“The new guidance as written constitutes an antisemitic boycott of Israel,” 15 senators said.
By World Israel News Staff
Fifteen U.S. Senators, led by Sen. Ted Cruz, have threatened to stall the approval of State Department nominees if the Biden administration not walk back the “antisemitic boycott of Israel.”
The threat was in response to a directive from the State Department that bans U.S. funding for scientific and technological cooperation in eastern Jerusalem, Judea and Samaria, or the Golan Heights.
The Senators, who include GOP presidential primary candidate Sen. Tim Scott, Senate Foreign Relations Committee ranking member Jim Risch, Lindsey Graham, Marco Rubio and Tom Cotton, warned that “without a reversal in these trends Congressional oversight and the expeditious vetting of nominees would become intractable.”
Should the Republicans follow through with their threat, the approval process of nominees, which is already reliant on a slim majority, would be rendered virtually unachievable.
The Binational Science Foundation, Binational Industrial Research and Development Foundation, and Binational Agricultural Research and Development Fund agreements with Israel were modified by the Trump administration in 2020 to remove territorial limitations.
These agreements have large endowments that provide grants to American and Israeli academics and companies for research and technology.
Last month, however, the Biden administration ruled that all U.S.-Israel government-funded cooperation in these areas must be restricted to pre-1967 Israel.
The senators noted in their letter that the State Department’s own Special Envoy To Monitor and Combat Antisemitism was excluded from deliberations over this guidance and did not clear it.”
They further argued that this guidance “puts Americans’ safety, security, and prosperity at risk because it politicizes and undermines cooperation on science and technology, including in areas such as defense and medicine where also our Israeli allies have proven themselves critical partners.”
When the guidance was introduced last month, a State Department spokesperson clarified that it was “simply reflective of the longstanding US position, reaffirmed by this Administration, that the ultimate disposition of the geographic areas which came under the administration of Israel after June 5, 1967 is a final status matter and that we are working towards a negotiated two-state solution in which Israel lives in peace and security alongside a viable Palestinian state. This is essentially reverting through US policy to longstanding pre-2020 geographic limitations on US support for the activities of the binational foundations.”
Cruz criticized the Biden administration for its stance, stating, “Joe Biden and Biden administration officials… [are] pathologically obsessed with undermining Israel. Since day one of their administration, they have launched campaigns against our Israeli allies…This new boycott of Israeli Jews is yet another example…The Biden administration defends funding scientific research in Wuhan with the Chinese Communist Party, but they’re discriminating against and banning cooperation with Jews based on where they live.”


▶ [REQUIRED ACTION] Exactly reproduce the data from its first line through the line with "What do you see at coordinates (93, 686)", leaving out every line after it.
•••••
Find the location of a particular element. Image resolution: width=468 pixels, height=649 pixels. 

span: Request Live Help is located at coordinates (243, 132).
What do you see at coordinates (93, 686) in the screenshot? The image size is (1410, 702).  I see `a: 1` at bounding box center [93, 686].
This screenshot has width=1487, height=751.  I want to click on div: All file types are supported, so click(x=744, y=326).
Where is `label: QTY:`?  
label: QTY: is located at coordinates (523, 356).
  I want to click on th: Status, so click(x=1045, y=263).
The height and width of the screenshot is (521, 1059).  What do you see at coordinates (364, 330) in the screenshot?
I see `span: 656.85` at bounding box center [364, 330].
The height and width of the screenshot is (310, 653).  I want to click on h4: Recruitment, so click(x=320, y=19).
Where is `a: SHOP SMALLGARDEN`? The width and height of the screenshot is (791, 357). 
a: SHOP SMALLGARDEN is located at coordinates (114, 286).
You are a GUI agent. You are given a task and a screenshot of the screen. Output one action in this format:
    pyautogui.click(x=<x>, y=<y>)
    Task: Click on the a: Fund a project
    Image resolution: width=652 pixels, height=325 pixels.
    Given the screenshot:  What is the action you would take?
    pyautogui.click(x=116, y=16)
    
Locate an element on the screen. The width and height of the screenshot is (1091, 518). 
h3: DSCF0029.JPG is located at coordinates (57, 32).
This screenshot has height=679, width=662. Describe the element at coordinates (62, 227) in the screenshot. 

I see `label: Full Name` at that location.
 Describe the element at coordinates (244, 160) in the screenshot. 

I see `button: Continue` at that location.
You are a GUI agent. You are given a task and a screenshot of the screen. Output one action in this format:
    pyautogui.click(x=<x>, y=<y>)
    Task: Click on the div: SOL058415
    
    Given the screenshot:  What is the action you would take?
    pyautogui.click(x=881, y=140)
•••••
▶ [RESPONSE]
Find the location of a particular element. Image resolution: width=468 pixels, height=649 pixels. 

span: Request Live Help is located at coordinates (243, 132).
What do you see at coordinates (93, 686) in the screenshot? The image size is (1410, 702).  I see `a: 1` at bounding box center [93, 686].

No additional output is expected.